A few hundred families from the Hamdab and Amri communities have already started relocating, either to temporary tent homes on nearby hills or to their designated desert resettlement housing.
But the Manasir tribe, the largest of the affected communities, appears to be hunkering down for a struggle.
"There is definitely a point of conflict, the dam authority wants to remove people and the people want to stay," says Ali Askouri, himself a Manasir and the head of the Leadership Office of Hamdab Dam Affected People.
While the tribes established in Amri and Hamdab are also represented elsewhere, the Manasir's centuries-old way of living will be erased when the reservoir fills up.
Dozens of miles (kilometres) away from the project which locals call the Hamdab dam lies Amri al-Gedida, one of the four villages built by the government for the future evictees.
"We grow tomatoes, beans and things like that. In Amri al-Gedida, it's impossible... A Khartoum University study has shown that most of the land there is too poor to cultivate," says Mohammed Ibrahim, whose household of 13 will also be submerged by next August.
"The government promised us a new life but now we can see that we will be like refugees. I would not move for the all the money in the world," says Khalifa.
Askouri bemoans a total absence of coordination with the displaced populations from the dam authority -- which reports directly to the president's office -- and the foreign companies contracted for the project.

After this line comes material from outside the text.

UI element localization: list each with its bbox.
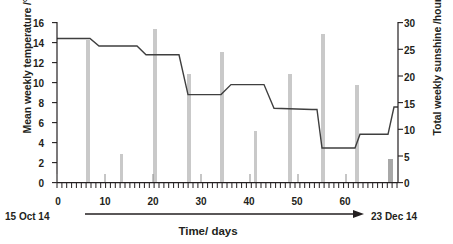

The 1.8-billion-dollar (1.4-billion-euro) dam is the largest such project on the Nile since the Aswan high dam was built in southern Egypt in the 1960s, also displacing thousands.
It is being developed by China's CCMD consortium -- which has an estimated 5,000 workers on the well-protected site -- with the assistance of European companies including France's Alstom.
"As far as I know, not a single member of the affected communities is currently employed on the site," Askouri said. Some of the heavy work is done, often in scorching heat, by cheap labour from Chad and Niger.
Despite the increasingly negative publicity China has been getting over its often rapacious energy policies on the continent, local anger is directed primarily at the Sudanese regime.
"We have nothing against the Chinese, our problems come from the government... The dam is another example of a regime which is not in touch with the people," says Khalifa.
"There are conflicts in the south, west and east of the country. At this rate, they will soon have a rebellion in the north on their hands."
Witnesses and residents told AFP that the Manasir tribe -- which maintains a strict ban on access to its territory -- has a stockpile of weapons and ammunition, although mostly hunting rifles and antiquated British-era guns.
For its part, Egypt casts a worried eye on the project -- which amounts to an upstream control on its historical lifeline -- but has refrained from speaking out against the dam.
The Merowe dam will roughly double Sudan's power-generating capacity but its utilisation of Nile waters will remain well within the 18.5 billion cubic metres (635 billion cubic feet) it was allotted in the treaty it signed with Egypt in 1959.
Moreover, the sediment caught in the Sudanese reservoir will no longer come and fill up Egypt's Lake Nasser, therefore increasing its life expectancy.
In Europe, an impact study for such a project would take years but experts say the assessment commissioned to Germany's Lahmeyer International was hastily carried out and falls far short of international standards.
A subsequent independent study by Swiss aquatic research company EAWAG said "key environmental issues such as reservoir sedimentation, irrigation, water quality and downstream ecological impacts... were not addressed adequately."
The dam, located a few miles upstream from the pyramids of Nuri, will also flood huge archeological riches barely tapped by a rescue project launched by the government shortly before construction got under way.